Judith Wright - A Life #
Judith Wright was born in 1915, had her first poem published at 25, and her first collection appeared in 1946; she continued to write poems until she was 70 and also wrote children’s books and an autobiography, which she was still working on when she died in 2000.
Her poetry and her championing of the environment and Indigenous rights, both in her creative work and in her activism, made her an inspiring figure many years ahead of her time: for me, reading Judith Wright resonates far more with a sense of Australia than reading Henry Lawson or Banjo Paterson.
And she became a shining beacon to younger writers who grew up reading her work: Fiona Capp went on a pilgrimage to the places Wright knew and loved, and wrote a memoir in tribute, My Blood’s Country.
Capp also unearthed a secret love affair. For 25 years, Wright and political guru H.C. “Nugget” Coombs had been partners, but did not reveal their relationship because Coombs didn’t want to put his wife through the strain of divorce. And more controversy surfaced only last year, when Georgina Arnott’s new biography, The Unknown Judith Wright, disturbed some skeletons in the ancestral cupboard.
Wright had written a two-book history of her wealthy pastoral family, the Wyndhams, which described them as “figures of serene achievement”. But Arnott revealed they probably dispossessed the Aboriginal inhabitants of the land where they settled in 1828 and may have taken part in their murder. Moreover, Arnott contended, Wright could have found evidence of such violence in her research.
Did this damage the saintly Judith Wright image? Possibly it just brought things back to earth and helped us to see her as irrevocably a woman of her times. Kevin Brophy examined the book’s allegations in an article for The Conversation, and concluded, “If it makes Judith Wright a more deeply human and humanly flawed presence for us, it’s a book to be grateful for”.
I’m sad that Wright never won the Nobel, although she certainly had plenty of Australian accolades. But then for women of her era it was an almost unheard-of honour. Of the 114 laureates, only 14 have been women, beginning with Selma Lagerlof in 1909. The most recent winner was Svetlana Alexievich in 2015.
But what a legacy Wright has left us, and what power her poetry still unleashes. As fellow poet Mark O’Connor has said, her environmental poems “are today stopping more bulldozers than any environmental activists”.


Check every line of the data for the string "more" and copy the ones that have it.
══ Extracted entries ══
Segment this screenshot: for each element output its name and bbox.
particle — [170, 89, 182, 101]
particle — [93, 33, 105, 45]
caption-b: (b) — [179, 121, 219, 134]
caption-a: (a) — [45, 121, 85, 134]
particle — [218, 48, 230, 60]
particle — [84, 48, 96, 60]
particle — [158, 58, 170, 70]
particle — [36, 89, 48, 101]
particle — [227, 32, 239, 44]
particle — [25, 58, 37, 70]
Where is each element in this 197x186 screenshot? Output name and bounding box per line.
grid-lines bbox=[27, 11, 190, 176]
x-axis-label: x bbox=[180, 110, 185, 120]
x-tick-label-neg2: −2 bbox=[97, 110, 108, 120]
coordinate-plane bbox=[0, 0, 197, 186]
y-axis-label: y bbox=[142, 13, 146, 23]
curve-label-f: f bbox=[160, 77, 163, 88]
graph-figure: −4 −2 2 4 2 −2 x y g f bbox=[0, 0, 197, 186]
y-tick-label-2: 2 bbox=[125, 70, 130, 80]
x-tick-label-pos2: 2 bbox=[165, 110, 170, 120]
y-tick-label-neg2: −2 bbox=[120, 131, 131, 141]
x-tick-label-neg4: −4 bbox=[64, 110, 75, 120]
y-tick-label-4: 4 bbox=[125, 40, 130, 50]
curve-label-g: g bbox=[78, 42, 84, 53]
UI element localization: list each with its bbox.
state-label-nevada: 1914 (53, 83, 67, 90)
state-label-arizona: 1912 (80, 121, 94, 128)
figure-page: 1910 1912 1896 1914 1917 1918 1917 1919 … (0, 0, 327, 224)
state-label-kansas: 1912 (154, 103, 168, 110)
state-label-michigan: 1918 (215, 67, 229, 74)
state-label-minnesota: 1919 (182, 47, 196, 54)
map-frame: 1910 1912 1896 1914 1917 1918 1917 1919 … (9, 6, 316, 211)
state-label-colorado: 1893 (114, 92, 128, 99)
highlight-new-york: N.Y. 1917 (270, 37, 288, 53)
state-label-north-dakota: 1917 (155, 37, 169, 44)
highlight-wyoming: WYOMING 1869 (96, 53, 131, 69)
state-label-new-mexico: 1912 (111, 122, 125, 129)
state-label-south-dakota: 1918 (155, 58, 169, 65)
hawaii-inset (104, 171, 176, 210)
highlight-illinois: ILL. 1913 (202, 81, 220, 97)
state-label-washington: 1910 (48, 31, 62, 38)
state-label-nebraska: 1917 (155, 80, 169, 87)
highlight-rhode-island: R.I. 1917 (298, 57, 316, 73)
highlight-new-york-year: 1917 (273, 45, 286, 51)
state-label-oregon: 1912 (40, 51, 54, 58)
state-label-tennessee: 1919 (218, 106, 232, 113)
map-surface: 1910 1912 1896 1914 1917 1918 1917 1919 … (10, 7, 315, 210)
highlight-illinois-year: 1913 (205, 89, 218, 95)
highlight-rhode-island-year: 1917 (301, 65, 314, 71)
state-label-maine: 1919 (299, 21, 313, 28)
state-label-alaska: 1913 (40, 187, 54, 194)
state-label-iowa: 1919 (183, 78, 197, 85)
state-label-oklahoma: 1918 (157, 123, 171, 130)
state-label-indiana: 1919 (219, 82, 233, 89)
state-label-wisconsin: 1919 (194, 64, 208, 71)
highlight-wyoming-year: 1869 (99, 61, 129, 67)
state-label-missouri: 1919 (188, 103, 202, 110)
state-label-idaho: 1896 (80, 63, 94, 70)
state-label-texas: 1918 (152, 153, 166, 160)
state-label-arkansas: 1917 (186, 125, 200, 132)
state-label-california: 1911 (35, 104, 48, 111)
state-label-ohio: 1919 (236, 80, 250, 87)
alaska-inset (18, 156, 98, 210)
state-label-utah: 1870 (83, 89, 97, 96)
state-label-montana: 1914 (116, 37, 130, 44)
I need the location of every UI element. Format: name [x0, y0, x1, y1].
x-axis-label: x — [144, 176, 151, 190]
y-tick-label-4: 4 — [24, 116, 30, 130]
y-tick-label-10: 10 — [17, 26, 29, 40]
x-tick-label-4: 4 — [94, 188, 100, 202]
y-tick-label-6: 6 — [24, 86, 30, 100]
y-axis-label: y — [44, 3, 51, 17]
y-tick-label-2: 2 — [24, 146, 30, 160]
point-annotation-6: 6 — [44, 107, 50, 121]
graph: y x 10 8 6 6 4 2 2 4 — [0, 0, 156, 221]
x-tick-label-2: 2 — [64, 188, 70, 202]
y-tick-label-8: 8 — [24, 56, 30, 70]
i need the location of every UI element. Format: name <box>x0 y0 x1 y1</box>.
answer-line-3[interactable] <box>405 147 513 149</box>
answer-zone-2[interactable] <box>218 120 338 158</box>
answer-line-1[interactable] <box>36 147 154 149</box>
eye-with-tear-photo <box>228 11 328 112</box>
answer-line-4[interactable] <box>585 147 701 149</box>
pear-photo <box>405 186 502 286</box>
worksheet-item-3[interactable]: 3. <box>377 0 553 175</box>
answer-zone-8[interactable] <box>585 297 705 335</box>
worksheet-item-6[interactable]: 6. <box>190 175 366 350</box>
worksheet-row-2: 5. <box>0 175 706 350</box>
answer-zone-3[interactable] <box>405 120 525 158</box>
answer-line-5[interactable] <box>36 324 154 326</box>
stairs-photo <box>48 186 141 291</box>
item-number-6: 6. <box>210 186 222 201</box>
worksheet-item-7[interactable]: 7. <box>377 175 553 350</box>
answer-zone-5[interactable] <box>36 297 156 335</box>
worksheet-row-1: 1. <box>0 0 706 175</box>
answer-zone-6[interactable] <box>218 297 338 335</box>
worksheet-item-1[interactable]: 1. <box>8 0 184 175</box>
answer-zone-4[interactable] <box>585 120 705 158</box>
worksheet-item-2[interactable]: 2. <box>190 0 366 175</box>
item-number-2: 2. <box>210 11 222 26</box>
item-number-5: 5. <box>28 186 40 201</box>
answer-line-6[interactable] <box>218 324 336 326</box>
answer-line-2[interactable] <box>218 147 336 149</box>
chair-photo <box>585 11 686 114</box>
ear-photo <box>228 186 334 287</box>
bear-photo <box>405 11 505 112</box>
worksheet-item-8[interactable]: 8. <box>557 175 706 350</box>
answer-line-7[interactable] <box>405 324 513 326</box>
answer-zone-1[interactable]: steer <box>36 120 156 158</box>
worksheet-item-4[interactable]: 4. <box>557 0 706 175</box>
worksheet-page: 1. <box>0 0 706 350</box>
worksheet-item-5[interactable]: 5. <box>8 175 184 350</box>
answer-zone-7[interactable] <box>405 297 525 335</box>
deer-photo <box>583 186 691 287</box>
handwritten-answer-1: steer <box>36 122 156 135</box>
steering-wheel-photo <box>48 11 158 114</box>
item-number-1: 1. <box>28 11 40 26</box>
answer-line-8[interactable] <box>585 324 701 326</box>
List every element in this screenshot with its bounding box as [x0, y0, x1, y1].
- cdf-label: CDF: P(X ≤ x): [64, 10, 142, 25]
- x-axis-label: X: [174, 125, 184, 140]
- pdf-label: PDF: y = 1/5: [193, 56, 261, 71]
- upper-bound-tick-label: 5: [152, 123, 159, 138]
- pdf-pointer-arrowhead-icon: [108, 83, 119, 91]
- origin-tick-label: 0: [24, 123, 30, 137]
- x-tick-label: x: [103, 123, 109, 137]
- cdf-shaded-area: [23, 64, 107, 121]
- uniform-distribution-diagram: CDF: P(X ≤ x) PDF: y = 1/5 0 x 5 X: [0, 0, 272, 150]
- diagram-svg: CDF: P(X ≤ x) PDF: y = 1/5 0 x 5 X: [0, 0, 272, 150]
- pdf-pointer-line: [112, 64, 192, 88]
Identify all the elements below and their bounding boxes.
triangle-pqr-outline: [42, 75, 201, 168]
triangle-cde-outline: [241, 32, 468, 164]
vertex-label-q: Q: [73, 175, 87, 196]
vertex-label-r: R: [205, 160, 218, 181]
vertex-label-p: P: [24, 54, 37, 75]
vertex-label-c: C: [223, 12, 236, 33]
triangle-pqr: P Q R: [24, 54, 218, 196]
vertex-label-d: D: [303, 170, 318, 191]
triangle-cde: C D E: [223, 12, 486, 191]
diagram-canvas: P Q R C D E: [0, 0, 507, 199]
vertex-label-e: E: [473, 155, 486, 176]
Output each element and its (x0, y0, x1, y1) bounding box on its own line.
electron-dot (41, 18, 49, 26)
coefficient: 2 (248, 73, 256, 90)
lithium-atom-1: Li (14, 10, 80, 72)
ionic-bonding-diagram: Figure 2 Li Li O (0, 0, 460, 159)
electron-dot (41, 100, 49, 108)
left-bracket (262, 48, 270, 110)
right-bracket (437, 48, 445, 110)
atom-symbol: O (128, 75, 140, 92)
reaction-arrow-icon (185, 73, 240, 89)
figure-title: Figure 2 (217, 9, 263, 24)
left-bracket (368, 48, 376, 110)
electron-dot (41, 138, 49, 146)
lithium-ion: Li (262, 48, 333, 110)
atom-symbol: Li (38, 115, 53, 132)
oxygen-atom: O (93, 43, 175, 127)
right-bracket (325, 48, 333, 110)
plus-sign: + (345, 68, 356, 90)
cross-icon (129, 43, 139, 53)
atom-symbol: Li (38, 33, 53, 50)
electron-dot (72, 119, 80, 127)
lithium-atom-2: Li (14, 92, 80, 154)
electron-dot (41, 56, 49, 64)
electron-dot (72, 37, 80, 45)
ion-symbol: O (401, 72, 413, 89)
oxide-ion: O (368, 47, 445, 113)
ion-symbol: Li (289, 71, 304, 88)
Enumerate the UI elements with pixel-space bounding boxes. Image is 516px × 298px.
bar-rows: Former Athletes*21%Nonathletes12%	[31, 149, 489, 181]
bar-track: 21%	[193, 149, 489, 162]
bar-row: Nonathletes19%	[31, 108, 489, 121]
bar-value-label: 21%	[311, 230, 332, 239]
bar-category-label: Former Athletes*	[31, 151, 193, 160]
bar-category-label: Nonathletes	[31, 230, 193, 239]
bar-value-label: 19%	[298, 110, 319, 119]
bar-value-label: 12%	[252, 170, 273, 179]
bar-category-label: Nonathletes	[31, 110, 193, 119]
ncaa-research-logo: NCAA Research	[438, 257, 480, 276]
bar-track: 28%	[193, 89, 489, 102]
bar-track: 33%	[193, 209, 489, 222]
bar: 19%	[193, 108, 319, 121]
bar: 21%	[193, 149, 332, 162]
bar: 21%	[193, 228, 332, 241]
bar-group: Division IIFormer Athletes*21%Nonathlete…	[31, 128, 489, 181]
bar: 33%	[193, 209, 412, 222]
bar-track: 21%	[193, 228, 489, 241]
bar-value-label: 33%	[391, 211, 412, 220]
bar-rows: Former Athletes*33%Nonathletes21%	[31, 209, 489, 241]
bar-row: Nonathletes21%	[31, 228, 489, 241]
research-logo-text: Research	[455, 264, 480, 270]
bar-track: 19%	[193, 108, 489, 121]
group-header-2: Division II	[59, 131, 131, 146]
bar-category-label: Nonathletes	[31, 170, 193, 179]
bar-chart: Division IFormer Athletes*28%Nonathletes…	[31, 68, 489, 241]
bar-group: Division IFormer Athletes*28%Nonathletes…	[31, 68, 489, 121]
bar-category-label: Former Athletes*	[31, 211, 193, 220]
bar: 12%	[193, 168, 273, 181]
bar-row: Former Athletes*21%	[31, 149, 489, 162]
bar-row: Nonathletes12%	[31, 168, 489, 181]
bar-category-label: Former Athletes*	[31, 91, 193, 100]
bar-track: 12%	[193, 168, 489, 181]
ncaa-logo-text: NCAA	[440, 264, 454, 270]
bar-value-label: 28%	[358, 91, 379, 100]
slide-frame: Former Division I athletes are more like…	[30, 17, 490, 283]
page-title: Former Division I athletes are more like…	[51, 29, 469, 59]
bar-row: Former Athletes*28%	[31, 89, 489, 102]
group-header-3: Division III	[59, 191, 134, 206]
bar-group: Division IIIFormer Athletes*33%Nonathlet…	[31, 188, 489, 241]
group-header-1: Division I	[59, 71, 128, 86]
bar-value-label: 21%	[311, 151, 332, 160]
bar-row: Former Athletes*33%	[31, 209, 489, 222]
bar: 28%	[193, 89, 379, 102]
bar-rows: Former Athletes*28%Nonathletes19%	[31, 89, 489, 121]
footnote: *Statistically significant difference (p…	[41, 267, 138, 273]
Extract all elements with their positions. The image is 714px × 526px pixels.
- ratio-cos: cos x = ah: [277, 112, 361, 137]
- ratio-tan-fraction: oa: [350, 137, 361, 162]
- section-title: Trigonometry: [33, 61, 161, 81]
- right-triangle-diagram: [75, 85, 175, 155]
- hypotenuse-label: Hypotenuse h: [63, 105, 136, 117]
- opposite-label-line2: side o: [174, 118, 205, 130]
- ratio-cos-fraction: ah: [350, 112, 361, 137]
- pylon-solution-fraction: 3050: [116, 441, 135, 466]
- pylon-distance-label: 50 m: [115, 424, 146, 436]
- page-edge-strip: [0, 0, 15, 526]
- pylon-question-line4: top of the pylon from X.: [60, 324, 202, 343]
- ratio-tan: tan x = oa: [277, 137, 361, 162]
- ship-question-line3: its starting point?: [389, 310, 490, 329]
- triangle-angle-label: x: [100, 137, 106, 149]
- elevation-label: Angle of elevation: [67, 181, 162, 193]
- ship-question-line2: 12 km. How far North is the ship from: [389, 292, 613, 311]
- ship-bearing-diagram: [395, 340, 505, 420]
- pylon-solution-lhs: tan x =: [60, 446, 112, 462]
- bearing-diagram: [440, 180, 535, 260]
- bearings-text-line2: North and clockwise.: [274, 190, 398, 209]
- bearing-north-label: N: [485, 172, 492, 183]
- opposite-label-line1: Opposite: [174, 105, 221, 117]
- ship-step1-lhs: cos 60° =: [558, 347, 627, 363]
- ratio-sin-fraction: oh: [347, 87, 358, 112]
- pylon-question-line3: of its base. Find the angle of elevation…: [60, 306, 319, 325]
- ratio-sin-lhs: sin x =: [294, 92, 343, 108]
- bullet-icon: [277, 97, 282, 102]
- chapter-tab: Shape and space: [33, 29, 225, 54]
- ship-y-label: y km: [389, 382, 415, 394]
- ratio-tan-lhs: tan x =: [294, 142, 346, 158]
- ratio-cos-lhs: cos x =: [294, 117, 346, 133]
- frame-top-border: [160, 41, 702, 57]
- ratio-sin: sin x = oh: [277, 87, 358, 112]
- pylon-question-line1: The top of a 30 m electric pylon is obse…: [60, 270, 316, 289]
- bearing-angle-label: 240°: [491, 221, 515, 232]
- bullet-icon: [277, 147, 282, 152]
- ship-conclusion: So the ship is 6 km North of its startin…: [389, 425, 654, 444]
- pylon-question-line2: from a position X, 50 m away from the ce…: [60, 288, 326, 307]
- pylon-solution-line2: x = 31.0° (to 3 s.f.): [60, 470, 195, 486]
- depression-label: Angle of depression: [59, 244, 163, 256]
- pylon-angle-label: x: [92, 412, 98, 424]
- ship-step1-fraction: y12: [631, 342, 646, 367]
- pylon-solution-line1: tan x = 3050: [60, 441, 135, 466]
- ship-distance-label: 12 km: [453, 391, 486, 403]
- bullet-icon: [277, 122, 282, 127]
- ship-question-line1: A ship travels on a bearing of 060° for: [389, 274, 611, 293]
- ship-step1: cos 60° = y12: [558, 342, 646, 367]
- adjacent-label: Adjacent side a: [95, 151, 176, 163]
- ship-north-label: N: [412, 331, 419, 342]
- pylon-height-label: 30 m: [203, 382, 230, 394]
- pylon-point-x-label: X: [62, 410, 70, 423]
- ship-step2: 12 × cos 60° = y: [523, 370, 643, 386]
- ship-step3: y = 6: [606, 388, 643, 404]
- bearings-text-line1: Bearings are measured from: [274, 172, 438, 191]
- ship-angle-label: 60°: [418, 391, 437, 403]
═══
Answer space>
slide-frame: Former Division I athletes are more like…	[30, 17, 490, 283]
page-title: Former Division I athletes are more like…	[51, 29, 469, 59]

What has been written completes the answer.